Desargues and nichtdesarguessche geometries

All of vector spaces over a field, and even all in the same way produced by left vector spaces over a skew field affine geometries meet the large affine set of Desargues, they are affine spaces in the sense of linear algebra. For at least three-dimensional affine geometries the converse also holds: You can always describe by left vector spaces over a skew field. There are also flat affine ( " nichtdesarguessche " ) geometries ( → see affine plane) that do not satisfy the Desargues theorem. They can therefore not be generated by a vector space. Instead, you can give them as a coordinate space always assign a Ternärkörper.

Embedding problem and coordinate ranges

An affine space (in the sense of linear algebra ) is always together with his range of coordinates, a (skew - ) body and a - ( left ) vector space defined ( with the exception of the empty affine space, but to a subspace of a given space is considered a skew field ). In linear algebra, limited usually to vector spaces over commutative bodies, but the essential geometric facts (except the set of Pappus ) also apply more generally for left vector spaces over skew fields.

This is true for affine spaces:

Now apply to affine geometries:

  • If the geometry contains a level, but does not coincide with her, then she is desarguesch and their incidence structure and its parallelism is a clear division ring and a unique dimension ( at least 3) for the " coordinate vector space " is given.
  • If the geometry is a plane that satisfies the set of Desargues, the same is true with the dimension 2

It is in these cases, the concepts of affine geometry and affine space are equivalent.
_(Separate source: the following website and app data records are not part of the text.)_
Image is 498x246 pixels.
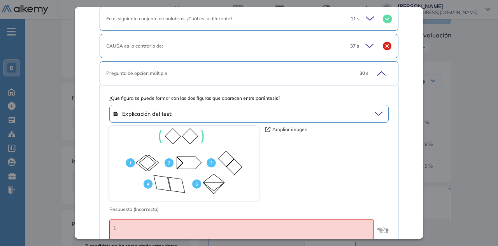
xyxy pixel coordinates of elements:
[109,126,259,200] img: 40836983-a439-4513-88e3-f8342e8e3b00
[109,95,389,102] span: ¿Qué figura se puede formar con las dos figuras que aparecen entre paréntesis?
[350,42,359,49] span: 37 s
[360,70,369,77] span: 30 s
[109,206,159,212] span: Respuesta (Incorrecta)
[106,70,353,77] div: Pregunta de opción múltiple
[113,108,242,119] span: Explicación del test:
[265,126,308,133] button: Ampliar imagen
[106,16,232,21] span: En el siguiente conjunto de palabras, ¿Cuál es la diferente?
[113,223,117,231] span: 1
[351,15,360,22] span: 11 s
[106,43,163,49] span: CAUSA es lo contrario de:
It takes in points 1 to 4 simply the concepts of linear algebra.

  • A nichtdesarguesche level also determines a unique coordinate structure, a Ternärkörper, which, however, generally has much weaker properties than a skew field.
  • For zero - and one-dimensional geometries that do not occur as subspaces of at least two-dimensional geometries, apparently a structural analysis is uninteresting: Through their incidence structure is given nothing more than the pure point set out.

A generalization of the concept of affine geometry, the concept of weak affine space. Each affine geometry is also a weak affine space. Some nichtdesarguessche affine planes are real subspaces of low-affinity spaces, although such levels can be embedded in broader affine geometries never.